I've got this beautiful one liner which calls a webservice of mine via Task Scheduler:
-ExecutionPolicy unrestricted -Command "(New-Object Net.WebClient).DownloadString(\"https://127.0.0.1/xxx\")"
But my webservice has SSL now and I want to make a local call so it gives an SSL exception. So is there a way to ignore the SSL warning with this one liner?
With the one-liner you don't have many options in ignoring the SSL-warning (with the WebClient downloadstring method).
You could try doing this before invoking the command :
[System.Net.ServicePointManager]::ServerCertificateValidationCallback = {$true} ;
Since you're using this in a task-scheduler, I'd add it before the DownloadString command with a ';' to seperate the two commands.
This should do the trick, which would set the callback in the session:
-ExecutionPolicy unrestricted -Command "[System.Net.ServicePointManager]::ServerCertificateValidationCallback = {$true};(New-Object Net.WebClient).DownloadString(\"127.0.0.1/xxx\")"
If you have a newer Powershell installation (check if you have the invoke-webrequest cmdlet available), you can use this cmdlet in addtion to a security policy. Still not a one-liner, but this should do the trick :
add-type @"
using System.Net;
using System.Security.Cryptography.X509Certificates;
public class TrustAllCertsPolicy : ICertificatePolicy {
public bool CheckValidationResult(
ServicePoint srvPoint, X509Certificate certificate,
WebRequest request, int certificateProblem) {
return true;
}
}
"@
[System.Net.ServicePointManager]::CertificatePolicy = New-Object TrustAllCertsPolicy
$result = Invoke-WebRequest -Uri ""https://127.0.0.1/xxx"
Try to see if that works from a normal host, if so, you could bundle it in a simple script and use this in your scheduled task.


#### Exercise brief:
Copy out every line of the data where the word "feet" is found.

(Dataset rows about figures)

______

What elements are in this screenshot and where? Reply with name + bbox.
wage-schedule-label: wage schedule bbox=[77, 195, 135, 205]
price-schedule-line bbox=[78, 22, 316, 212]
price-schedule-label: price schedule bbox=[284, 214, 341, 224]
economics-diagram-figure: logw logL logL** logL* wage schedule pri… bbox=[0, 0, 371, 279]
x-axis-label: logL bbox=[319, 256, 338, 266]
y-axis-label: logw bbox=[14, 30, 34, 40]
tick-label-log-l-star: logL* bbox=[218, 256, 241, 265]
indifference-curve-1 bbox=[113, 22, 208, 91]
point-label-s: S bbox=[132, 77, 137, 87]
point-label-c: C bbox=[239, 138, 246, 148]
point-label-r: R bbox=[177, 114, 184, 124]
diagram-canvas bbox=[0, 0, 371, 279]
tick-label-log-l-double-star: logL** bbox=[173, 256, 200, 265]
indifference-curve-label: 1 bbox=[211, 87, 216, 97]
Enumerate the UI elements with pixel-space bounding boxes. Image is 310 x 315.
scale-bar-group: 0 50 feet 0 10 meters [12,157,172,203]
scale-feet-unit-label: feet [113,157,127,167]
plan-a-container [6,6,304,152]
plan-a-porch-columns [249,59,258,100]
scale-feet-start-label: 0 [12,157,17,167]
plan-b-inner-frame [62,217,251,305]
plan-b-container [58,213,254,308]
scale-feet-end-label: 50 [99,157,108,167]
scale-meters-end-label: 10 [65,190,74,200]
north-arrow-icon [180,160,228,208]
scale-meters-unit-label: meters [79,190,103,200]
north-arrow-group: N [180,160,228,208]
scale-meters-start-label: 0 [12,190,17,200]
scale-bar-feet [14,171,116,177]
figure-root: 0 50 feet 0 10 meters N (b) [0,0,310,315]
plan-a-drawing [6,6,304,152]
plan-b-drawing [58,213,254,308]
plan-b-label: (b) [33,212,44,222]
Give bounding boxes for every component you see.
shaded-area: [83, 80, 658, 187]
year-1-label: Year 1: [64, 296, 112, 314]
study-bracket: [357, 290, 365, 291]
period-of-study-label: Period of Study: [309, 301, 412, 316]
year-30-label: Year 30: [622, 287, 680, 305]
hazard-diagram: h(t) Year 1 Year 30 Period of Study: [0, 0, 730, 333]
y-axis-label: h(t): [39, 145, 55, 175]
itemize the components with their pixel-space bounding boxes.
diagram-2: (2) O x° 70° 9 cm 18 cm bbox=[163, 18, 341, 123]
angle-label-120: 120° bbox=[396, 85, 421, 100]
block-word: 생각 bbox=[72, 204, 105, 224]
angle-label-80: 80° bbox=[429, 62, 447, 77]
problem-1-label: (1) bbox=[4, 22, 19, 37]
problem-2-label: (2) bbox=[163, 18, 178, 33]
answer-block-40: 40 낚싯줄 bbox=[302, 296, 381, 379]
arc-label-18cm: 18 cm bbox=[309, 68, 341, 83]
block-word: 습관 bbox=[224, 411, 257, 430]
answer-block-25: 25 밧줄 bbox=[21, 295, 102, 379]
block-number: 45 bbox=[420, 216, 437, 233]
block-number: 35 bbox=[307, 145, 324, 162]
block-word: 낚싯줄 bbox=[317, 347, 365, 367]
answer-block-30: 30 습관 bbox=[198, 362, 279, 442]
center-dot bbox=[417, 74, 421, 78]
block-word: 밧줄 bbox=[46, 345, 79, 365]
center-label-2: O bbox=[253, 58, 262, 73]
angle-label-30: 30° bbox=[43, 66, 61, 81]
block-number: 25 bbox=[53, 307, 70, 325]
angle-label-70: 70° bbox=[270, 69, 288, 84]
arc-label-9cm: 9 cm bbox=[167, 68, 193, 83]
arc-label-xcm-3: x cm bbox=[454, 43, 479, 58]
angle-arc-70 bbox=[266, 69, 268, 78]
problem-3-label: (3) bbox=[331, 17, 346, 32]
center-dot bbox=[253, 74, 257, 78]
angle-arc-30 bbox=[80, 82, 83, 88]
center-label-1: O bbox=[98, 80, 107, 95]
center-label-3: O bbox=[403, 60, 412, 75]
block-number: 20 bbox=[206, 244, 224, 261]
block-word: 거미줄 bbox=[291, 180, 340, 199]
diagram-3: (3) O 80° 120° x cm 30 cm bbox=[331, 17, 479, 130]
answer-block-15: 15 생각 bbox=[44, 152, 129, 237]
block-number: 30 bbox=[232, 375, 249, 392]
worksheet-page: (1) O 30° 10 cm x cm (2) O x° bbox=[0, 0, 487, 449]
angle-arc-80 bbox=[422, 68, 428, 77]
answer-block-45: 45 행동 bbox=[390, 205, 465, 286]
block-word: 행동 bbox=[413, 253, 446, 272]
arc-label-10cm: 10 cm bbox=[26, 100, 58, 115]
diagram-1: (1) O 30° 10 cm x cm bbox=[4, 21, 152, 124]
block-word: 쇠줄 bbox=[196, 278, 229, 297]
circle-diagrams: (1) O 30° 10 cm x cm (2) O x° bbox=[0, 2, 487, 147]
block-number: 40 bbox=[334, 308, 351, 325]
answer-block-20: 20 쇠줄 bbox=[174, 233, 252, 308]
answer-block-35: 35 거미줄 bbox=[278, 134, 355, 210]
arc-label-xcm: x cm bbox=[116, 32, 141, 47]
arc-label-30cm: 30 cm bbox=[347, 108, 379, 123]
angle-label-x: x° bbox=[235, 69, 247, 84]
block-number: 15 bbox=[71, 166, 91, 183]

______

#### Solution to the problem:
scale-bar-group: 0 50 feet 0 10 meters [12,157,172,203]
scale-feet-unit-label: feet [113,157,127,167]
scale-feet-start-label: 0 [12,157,17,167]
scale-feet-end-label: 50 [99,157,108,167]
scale-bar-feet [14,171,116,177]
figure-root: 0 50 feet 0 10 meters N (b) [0,0,310,315]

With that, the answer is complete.